What do some of the great ones say about this? Lets look at two:
The insight of balance is given by Sri Krsna and Buddha. For Sri Keshava He calls this out in the Bhagavad Gita chapters 4.22, 5.20, and 6.16 which is my favorite - ' yoga indeed is not for him who eats too much nor for him who does not eat at all, O Arjuna; it is not for him who is too much given to sleep nor yet for him who keeps awake'
For Buddha, its called the middle way. Siddhartha's tapas was very austere ( as you probably know). He abandoned his former way of life, including his wife and family, and dedicated himself to a life of extreme asceticism. So harsh was this way of life that he grew thin enough that he could feel his hands if he placed one on the small of his back and the other on his stomach.
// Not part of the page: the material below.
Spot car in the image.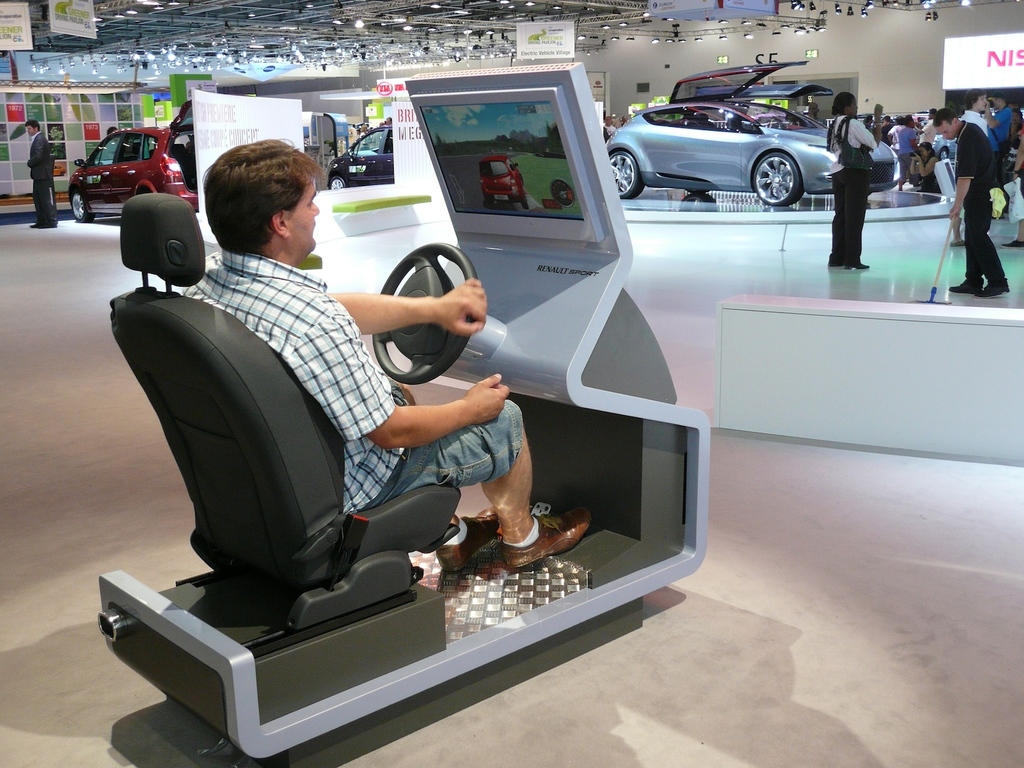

One day as he sat, he overheard a teacher speaking of music. If the strings on the instrument are set too tight, then the instrument will not play harmoniously. If the strings are set too loose, the instrument will not produce music.
Only the middle way, not too tight and not too loose, will produce harmonious music. This chance conversation changed his life overnight. The goal was not to live a completely worldly life, nor was it to live a life in complete denial of the physical body, but to live in a Middle Way. The way out of suffering was through to experience the Supreme, transcending and establishing the SELF.

The 'apparatus' for this is the mind… Since the mind is connected to the body, denying the body would hamper this transcending just as overindulgence would distract one from this ability too.

Siddhartha became the Buddha, or "Awakened One."
He expounded his "Four Noble Truths," which are the foundation of all Buddhist belief:
1.) All human life is suffering (dhukka ).
2.) All suffering is caused by human desire, particularly the desire that impermanent things be permanent.
3.) Human suffering can be ended by ending human desire.
4.) Desire can be ended by following the "Eightfold Noble Path": right understanding, right thought, right speech, right action, right livelihood, right effort, right mindfulness, and right concentration. This Right action is Dharma.